The 'Holy One of Israel' (v. 19) is not merely a title but an active force, as He is 'sanctified in righteousness' (v. 16) through the execution of judgment.

Connections
  • The contrast between God's looking for 'judgment' (mishpat) and finding 'oppression' (mishpah) in verse 7.
Commands
  • Judge, I pray you, betwixt me and my vineyard (3).
Warnings
  • Woe unto them that join house to house (8).
  • Woe unto them that rise up early in the morning, that they may follow strong drink (11).
  • Woe unto them that draw iniquity with cords of vanity (18).

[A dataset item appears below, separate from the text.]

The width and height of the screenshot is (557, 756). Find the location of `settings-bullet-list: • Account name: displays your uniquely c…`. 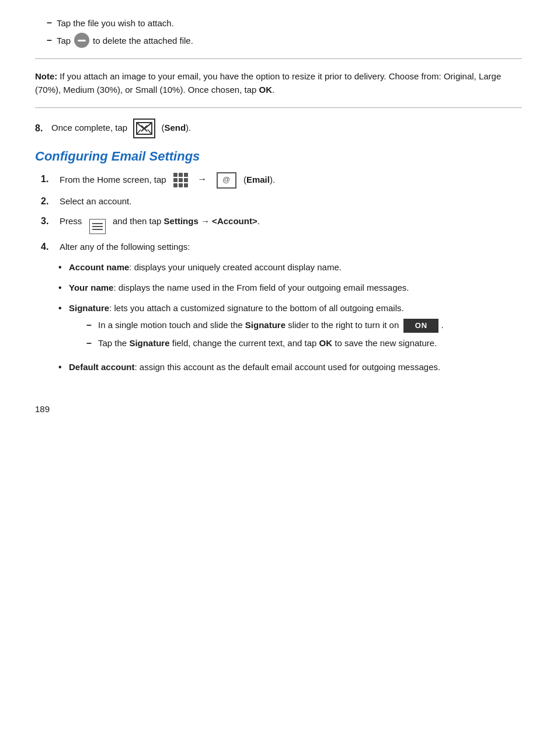

settings-bullet-list: • Account name: displays your uniquely c… is located at coordinates (278, 318).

  • Woe unto them that call evil good, and good evil (20).
  • Woe unto them that are wise in their own eyes (21).
  • Woe unto them that are mighty to drink wine (22).
Context
Historical
  • Set in 8th-century BC Judah, a time of economic expansion which, as Matthew Henry observes, often led to the 'covetousness' condemned in the woes.
  • The society faced a disconnect where ritual adherence remained, but social justice—'judgment' and 'righteousness'—had vanished.
Cultural
  • Vineyard cultivation (H3754) was the primary agricultural metaphor for the life and vitality of the land.
  • The 'hedge' (H4881) and 'wall' (H1447) were essential protections against wild beasts and thieves, making the threat to remove them (v. 5) an image of total vulnerability.
Literary
  • The chapter serves as a bridge between the general indictments of Chapter 1 and the throne-room vision of Chapter 6.
  • It represents the 'Book of Judgment' section of the first half of Isaiah.
Biblical
  • Uses the imagery of the vine which recurs throughout the Old Testament (e.g., Psalm 80).
  • Christ later uses the same imagery in John 15, identifying Himself as the true vine, fulfilling the hope that the failed vineyard of Israel could not sustain.
Intertextuality
  • The song format mirrors the 'Song of Moses' in Deuteronomy 32, which also contrasts God's faithfulness with Israel's unfaithfulness using agricultural imagery.
Translation notes
  • Wild grapes (בְּאֻשִׁים [H891]): 'Poison-berries'; specifically grapes that are noxious or stinking, capturing the utter worthlessness of the fruit.
  • Looked/Expected (קָוָה [H6960]): This implies an active, intense expectation, underscoring the disappointment of the Vinedresser.
  • Judgment (מִשְׁפָּט [H4941]) vs Oppression (מִשְׂפָּח [H4939]): A powerful play on words in v. 7 where the sounds are similar, emphasizing that where God sought justice, He found bloodshed.
What to notice
  • The shift in verse 7: the owner is no longer 'my beloved' but 'the Lord of hosts'.
  • The progression of the woes: from personal greed (v. 8) to collective moral corruption (v. 20) and finally judicial corruption (v. 23).
Uncertainties
  • While many commentators interpret the 'vineyard' as the entire nation (Israel/Judah) being set aside, some theological systems debate whether this indicates a total termination of the covenant or a purification leading to a remnant. There is historic tension between supersessionist views (Israel is replaced by the Church) and those holding to a future, distinct national restoration of Israel.
Continue studying
How does the imagery of the 'vineyard' in Isaiah 5 compare and contrast with Jesus' use of the 'vine' in John 15?
Examine the specific definitions of 'judgment' (mishpat) and 'righteousness' (tsedaqah) in verse 7; how do these terms define the ethical expectations of the covenant?
How does the structure of the 'six woes' provide a diagnostic tool for understanding societal decay in any culture?